Skip to main content Accessibility help
×
Hostname: page-component-586b7cd67f-l7hp2 Total loading time: 0 Render date: 2024-11-25T09:39:38.488Z Has data issue: false hasContentIssue false

11 - Africanité and Urbanité: The Place of the Urban in Imaginings of African Identity during the Late Colonial Period in French West Africa

from Part III - Shifting Space and Transforming Identities

Published online by Cambridge University Press:  08 April 2017

James E. Genova
Affiliation:
State University of New York
Get access

Summary

In the 1950s, as France's authority in the federation of French West Africa waned, there was a veritable explosion in literary cultural production from the region. In particular, the last decade of French rule in West Africa witnessed the arrival in force of the African Francophone novel. As Laïla Ibnlfassi and Nicki Hitchcott observe, this was no mere coincidence. They write, “The novel as a genre was . . . the perfect medium to portray life in the French colonies in a more realistic way. The novel,” Ibnlfassi and Hitchcott continue, “became the carrier of a message of protest to the Western world, and a means of communication and solidarity between Africans living under colonial rule.” Authors such as Camara Laye, Ousmane Sembène, and Mongo Beti emerged as important new voices in the world of prose as well as furnishing powerful and enduring images of life in colonial Africa. At the same time those writers offered assessments of imperialism's legacy for the continent as its people moved toward political independence. Consequently, the emergence of the African novel and colonialism were inextricably linked in West Africa, and each left its mark on the other. This made the act of writing—and cultural production in general—political by definition in that period. It also meant that the selection or development of a genre of cultural expression in that context was not a neutral act nor uncontested even among anti-colonialists from the region.

Not all West African anti-colonialists and cultural activists welcomed the advent of prose writing or thought it was “appropriate” for Africans. In fact, the question of africanité, or African identity, became imbricated with the debates over forms of cultural production in West Africa during the last decade of French rule. For one, Léopold Sédar Senghor, at the time a deputy in the French National Assembly and soon-to-be President of Senegal, asserted that the natural mode of expression for Africans was verse; a genre through which Senghor had himself achieved international renown. For Senghor, modern poetry continued the tradition of West African griots, praise-singers who also functioned as archivists for oral cultures and were a crucial element in pre-colonial African societies, as the poets would be in building post-colonial African societies on authentic autochthonous foundations.

Type
Chapter
Information
Publisher: Boydell & Brewer
Print publication year: 2005

Access options

Get access to the full version of this content by using one of the access options below. (Log in options will check for institutional or personal access. Content may require purchase if you do not have access.)

Save book to Kindle

To save this book to your Kindle, first ensure [email protected] is added to your Approved Personal Document E-mail List under your Personal Document Settings on the Manage Your Content and Devices page of your Amazon account. Then enter the ‘name’ part of your Kindle email address below. Find out more about saving to your Kindle.

Note you can select to save to either the @free.kindle.com or @kindle.com variations. ‘@free.kindle.com’ emails are free but can only be saved to your device when it is connected to wi-fi. ‘@kindle.com’ emails can be delivered even when you are not connected to wi-fi, but note that service fees apply.

Find out more about the Kindle Personal Document Service.

Available formats
×

Save book to Dropbox

To save content items to your account, please confirm that you agree to abide by our usage policies. If this is the first time you use this feature, you will be asked to authorise Cambridge Core to connect with your account. Find out more about saving content to Dropbox.

Available formats
×

Save book to Google Drive

To save content items to your account, please confirm that you agree to abide by our usage policies. If this is the first time you use this feature, you will be asked to authorise Cambridge Core to connect with your account. Find out more about saving content to Google Drive.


What you are asked to do: Please return the lines, both ends included, that run from the one containing "Return the region for human hair." to the last line of the data below, exactly and alone.
Records for the exercise Block Start
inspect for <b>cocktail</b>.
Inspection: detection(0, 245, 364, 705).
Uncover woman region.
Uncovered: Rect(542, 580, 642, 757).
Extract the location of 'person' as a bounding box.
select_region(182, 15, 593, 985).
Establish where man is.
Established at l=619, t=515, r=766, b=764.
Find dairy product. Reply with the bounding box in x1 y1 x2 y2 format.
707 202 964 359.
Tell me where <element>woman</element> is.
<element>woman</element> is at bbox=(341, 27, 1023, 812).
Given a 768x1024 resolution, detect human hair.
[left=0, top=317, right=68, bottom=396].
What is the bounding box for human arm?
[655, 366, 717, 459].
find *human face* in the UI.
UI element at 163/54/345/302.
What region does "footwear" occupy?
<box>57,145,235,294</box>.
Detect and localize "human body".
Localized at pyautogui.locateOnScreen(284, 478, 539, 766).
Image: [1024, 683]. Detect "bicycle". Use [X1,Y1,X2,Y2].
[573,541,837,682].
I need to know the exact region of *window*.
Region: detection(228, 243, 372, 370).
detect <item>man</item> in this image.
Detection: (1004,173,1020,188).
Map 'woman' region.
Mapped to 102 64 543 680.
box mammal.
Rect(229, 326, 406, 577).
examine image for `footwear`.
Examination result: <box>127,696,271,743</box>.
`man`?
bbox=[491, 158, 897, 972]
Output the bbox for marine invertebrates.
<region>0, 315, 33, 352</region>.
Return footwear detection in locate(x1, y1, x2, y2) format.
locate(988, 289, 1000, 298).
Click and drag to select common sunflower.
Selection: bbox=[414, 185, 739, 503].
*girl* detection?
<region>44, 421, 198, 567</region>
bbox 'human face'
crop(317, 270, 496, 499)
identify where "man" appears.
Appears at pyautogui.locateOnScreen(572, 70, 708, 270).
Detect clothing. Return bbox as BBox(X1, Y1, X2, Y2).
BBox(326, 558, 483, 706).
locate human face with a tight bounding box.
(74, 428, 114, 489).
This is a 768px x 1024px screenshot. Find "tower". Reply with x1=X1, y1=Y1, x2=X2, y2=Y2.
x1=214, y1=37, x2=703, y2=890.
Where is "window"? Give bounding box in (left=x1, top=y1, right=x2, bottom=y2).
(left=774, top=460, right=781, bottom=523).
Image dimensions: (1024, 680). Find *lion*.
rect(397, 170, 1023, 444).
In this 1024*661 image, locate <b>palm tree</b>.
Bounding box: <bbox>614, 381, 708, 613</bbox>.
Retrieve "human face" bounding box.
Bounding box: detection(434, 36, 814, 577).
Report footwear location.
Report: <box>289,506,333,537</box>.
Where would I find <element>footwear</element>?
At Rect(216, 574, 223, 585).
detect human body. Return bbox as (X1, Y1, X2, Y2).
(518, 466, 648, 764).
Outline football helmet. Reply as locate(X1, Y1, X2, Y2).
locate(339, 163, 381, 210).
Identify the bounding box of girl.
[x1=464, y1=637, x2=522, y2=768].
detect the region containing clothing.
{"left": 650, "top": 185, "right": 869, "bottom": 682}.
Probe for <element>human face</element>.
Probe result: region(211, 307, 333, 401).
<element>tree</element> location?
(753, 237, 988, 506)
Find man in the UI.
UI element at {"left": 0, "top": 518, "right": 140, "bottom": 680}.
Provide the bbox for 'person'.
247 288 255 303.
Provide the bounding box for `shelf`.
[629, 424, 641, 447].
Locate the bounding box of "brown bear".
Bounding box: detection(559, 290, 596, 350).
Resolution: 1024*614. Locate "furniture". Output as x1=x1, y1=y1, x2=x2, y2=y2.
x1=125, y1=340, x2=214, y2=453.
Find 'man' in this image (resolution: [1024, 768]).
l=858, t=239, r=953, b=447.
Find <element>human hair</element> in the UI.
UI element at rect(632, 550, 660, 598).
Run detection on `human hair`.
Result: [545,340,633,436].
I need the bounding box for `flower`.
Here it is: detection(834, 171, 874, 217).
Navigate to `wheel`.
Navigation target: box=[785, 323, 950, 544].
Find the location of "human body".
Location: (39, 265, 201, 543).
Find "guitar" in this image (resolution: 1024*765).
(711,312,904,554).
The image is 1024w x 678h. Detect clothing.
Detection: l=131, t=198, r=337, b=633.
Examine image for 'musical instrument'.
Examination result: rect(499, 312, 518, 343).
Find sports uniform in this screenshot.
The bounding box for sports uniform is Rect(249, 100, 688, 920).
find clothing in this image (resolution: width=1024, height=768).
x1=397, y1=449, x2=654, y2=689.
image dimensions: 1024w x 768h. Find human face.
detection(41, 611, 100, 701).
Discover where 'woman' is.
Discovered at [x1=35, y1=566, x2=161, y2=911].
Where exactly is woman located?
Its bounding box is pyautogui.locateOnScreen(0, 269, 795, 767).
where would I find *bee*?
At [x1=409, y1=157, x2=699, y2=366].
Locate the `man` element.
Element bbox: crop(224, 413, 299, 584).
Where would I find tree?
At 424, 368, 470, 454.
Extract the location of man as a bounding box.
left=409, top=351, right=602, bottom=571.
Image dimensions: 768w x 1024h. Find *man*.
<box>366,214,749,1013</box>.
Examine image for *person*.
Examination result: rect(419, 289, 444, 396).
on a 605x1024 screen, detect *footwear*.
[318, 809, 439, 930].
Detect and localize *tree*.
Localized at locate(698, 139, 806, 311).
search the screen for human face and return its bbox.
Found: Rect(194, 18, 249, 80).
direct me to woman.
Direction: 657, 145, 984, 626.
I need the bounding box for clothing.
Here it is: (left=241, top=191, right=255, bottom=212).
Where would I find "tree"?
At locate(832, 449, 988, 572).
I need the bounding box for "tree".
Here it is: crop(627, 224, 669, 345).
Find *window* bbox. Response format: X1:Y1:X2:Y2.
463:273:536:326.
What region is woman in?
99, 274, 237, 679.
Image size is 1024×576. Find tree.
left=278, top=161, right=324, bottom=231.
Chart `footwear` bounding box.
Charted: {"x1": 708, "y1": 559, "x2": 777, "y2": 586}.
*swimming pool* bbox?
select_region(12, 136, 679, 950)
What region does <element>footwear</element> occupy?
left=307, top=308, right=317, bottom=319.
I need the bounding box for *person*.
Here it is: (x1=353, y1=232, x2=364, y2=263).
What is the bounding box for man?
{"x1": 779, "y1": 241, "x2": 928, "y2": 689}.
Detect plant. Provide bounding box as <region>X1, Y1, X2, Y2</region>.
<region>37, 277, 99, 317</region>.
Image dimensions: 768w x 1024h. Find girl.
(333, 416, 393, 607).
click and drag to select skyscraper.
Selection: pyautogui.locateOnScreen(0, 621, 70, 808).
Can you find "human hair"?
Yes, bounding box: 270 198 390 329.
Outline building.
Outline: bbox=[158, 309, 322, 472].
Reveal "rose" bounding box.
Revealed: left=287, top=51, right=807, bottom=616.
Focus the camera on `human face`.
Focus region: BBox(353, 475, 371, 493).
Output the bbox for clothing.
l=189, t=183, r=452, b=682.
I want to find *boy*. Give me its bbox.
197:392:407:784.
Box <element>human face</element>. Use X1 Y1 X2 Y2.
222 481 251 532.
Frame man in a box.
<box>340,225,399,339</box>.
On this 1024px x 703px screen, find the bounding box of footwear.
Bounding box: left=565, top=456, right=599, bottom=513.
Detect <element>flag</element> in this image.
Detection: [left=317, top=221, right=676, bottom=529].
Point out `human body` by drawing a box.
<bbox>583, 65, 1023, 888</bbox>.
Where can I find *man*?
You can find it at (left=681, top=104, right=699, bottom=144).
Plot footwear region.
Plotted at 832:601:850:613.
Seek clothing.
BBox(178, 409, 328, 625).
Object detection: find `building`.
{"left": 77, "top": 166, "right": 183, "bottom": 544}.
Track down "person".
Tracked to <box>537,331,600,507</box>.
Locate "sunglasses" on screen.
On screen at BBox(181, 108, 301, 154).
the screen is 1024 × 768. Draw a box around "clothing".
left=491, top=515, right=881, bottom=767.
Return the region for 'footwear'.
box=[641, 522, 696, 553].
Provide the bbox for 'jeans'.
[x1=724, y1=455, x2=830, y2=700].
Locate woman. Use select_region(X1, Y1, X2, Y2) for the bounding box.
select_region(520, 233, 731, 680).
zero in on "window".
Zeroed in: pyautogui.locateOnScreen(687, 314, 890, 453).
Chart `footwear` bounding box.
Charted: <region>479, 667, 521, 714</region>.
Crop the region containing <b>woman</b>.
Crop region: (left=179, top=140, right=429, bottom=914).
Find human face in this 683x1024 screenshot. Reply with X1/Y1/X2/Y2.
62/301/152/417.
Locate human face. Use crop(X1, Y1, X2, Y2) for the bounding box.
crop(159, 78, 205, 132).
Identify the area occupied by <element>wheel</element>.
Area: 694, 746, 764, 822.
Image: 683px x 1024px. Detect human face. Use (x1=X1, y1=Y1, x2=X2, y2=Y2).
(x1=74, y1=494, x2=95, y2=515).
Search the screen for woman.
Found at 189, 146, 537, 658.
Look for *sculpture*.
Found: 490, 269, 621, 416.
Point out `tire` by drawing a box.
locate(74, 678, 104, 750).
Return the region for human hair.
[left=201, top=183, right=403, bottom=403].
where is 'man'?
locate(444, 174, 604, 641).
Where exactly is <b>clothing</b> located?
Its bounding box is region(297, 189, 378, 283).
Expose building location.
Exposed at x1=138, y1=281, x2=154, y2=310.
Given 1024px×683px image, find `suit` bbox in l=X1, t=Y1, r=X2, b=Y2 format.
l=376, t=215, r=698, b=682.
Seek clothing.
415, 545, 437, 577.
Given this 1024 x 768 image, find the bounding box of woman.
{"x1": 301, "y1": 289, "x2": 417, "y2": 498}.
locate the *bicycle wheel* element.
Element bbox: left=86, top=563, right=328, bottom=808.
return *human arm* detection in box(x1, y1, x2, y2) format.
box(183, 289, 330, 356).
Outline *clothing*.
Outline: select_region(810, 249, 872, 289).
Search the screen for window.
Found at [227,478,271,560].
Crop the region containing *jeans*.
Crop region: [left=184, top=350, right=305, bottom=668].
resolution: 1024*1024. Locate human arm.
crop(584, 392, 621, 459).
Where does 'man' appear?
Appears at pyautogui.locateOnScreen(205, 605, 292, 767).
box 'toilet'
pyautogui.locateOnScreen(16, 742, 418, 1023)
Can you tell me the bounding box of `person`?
Records for the exercise Block End
Response area:
Return the region for human hair.
[left=201, top=183, right=403, bottom=403].
where is 'man'?
locate(444, 174, 604, 641).
Where exactly is <b>clothing</b> located?
Its bounding box is region(297, 189, 378, 283).
Expose building location.
Exposed at x1=138, y1=281, x2=154, y2=310.
Given 1024px×683px image, find `suit` bbox in l=X1, t=Y1, r=X2, b=Y2 format.
l=376, t=215, r=698, b=682.
Seek clothing.
415, 545, 437, 577.
Given this 1024 x 768 image, find the bounding box of woman.
{"x1": 301, "y1": 289, "x2": 417, "y2": 498}.
locate the *bicycle wheel* element.
Element bbox: left=86, top=563, right=328, bottom=808.
return *human arm* detection in box(x1, y1, x2, y2) format.
box(183, 289, 330, 356).
Outline *clothing*.
Outline: select_region(810, 249, 872, 289).
Search the screen for window.
Found at [227,478,271,560].
Crop the region containing *jeans*.
Crop region: [left=184, top=350, right=305, bottom=668].
resolution: 1024*1024. Locate human arm.
crop(584, 392, 621, 459).
Where does 'man' appear?
Appears at pyautogui.locateOnScreen(205, 605, 292, 767).
box 'toilet'
pyautogui.locateOnScreen(16, 742, 418, 1023)
Can you tell me the bounding box of `person`?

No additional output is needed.